In the past Ukraine was the centre of the first eastern Slavic state, Kyivan Rus, which during the 10th and 11th centuries was the largest and most powerful state in Europe. Weakened by internecine quarrels and Mongol invasions, Kyivan Rus was later incorporated into the Grand Duchy of Lithuania and eventually into the Polish-Lithuanian Commonwealth.
A new Ukrainian state, the Cossack Hetmanate, was established during the mid-17th century after an uprising against the Poles (Poland). Despite continuous Muscovite (Moscow) pressure, the Hetmanate managed to remain autonomous for well over 100 years. During the latter part of the 18th century, most Ukrainian ethnographic territory was absorbed by the Russian Empire
Following the collapse of Czarist Russia in 1917, Ukraine was able to achieve a short-lived period of independence (1917-20), but was reconquered and forced to endure a brutal Soviet rule that engineered two forced famines (1921-22 and 1932-33) in which over 8 million died.
Final independence for Ukraine was achieved in 1991 with the dissolution of the USSR, democracy and prosperity remained elusive as the legacy of state control and endemic corruption stalled efforts at economic reform, privatization, and civil liberties. Ukraine has also not been able to shake-off its turbulent historical past, that of being a state that never remained independent for too long.

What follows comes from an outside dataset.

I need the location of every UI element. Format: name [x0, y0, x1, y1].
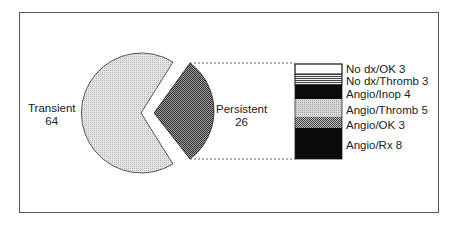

It is not just the endemic corruption and the need for reforms, Ukraine needs the rest of the world to live up to its assurances given as it relinquished the Soviet nuclear arsenal on its soil. It also needs guarantees on its energy security. Ukraine today is a living testimony of how a state becomes a pawn in the game of international diplomacy if it over relies on unkept promises by its benefactors who fail to live up to them and then pays for it dearly.